Build a weather station with live temperature readings displayed on a color TFT screen connected to an ESP32.
Create a portable game device with smooth animated graphics by drawing to an off-screen sprite buffer before pushing to the display.
Display custom scalable fonts on a homemade electronics project using TrueType font rendering.
Add a touchscreen interface to a microcontroller project that detects taps and responds with on-screen feedback.
Requires editing User_Setup.h to match your display driver and pin wiring before any example sketch will run correctly.
TFT_eSPI is a graphics library for small microcontrollers that lets you draw text, shapes, and images on a connected TFT LCD screen. TFT screens are the kind of color displays you see on small electronics projects, like a homemade weather station or a portable game device. The library targets popular hobbyist boards: the Raspberry Pi Pico (RP2040), ESP32, ESP8266, and STM32. You install it through the Arduino IDE library manager or via PlatformIO. The library handles the low-level communication between the microcontroller and the display, and it is tuned for speed on each supported chip. It supports a wide range of display driver chips, meaning it works with many different physical screens you might buy. Configuration such as which display driver to use and which pins to connect is set inside a setup header file rather than inside your code, so once you have that set up correctly any example sketch runs without changes. On certain processors and display types, the library can use Direct Memory Access to push pixels to the screen without tying up the main processor.
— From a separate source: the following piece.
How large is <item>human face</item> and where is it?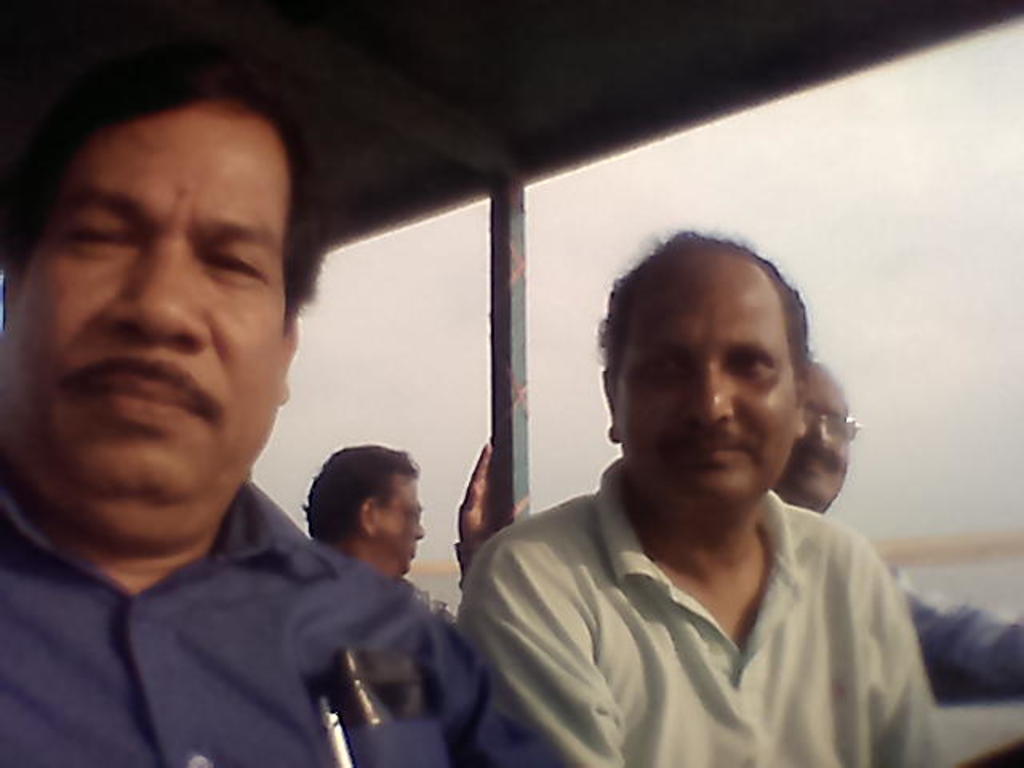
Bounding box: select_region(13, 90, 298, 552).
For drawing, the library provides functions for filled shapes, lines, circles, and rounded rectangles, as well as anti-aliased versions of those shapes that produce smoother edges on screen. Fonts are supported in several forms: standard bitmap fonts bundled with the library, smooth fonts you can generate from standard font files on your computer, and compatibility with a separate library called OpenFontRender that can display fully scalable TrueType fonts. There are also sprite functions for drawing to an off-screen buffer before sending the result to the display, which reduces flicker. Support for touch screens is included, and PNG image display is available with a note in the README that it requires around 40 kilobytes of RAM on the device, which rules it out for more memory-constrained boards. The repository includes a large set of example sketches covering basic drawing, fonts, PNG images, smooth graphics, and simple UI widgets. A companion library called TFT_eWidget adds sliders, buttons, graphs, and meters as ready-made components. The project has been around long enough that many independent tutorials exist online, which the README points out as a resource for getting started.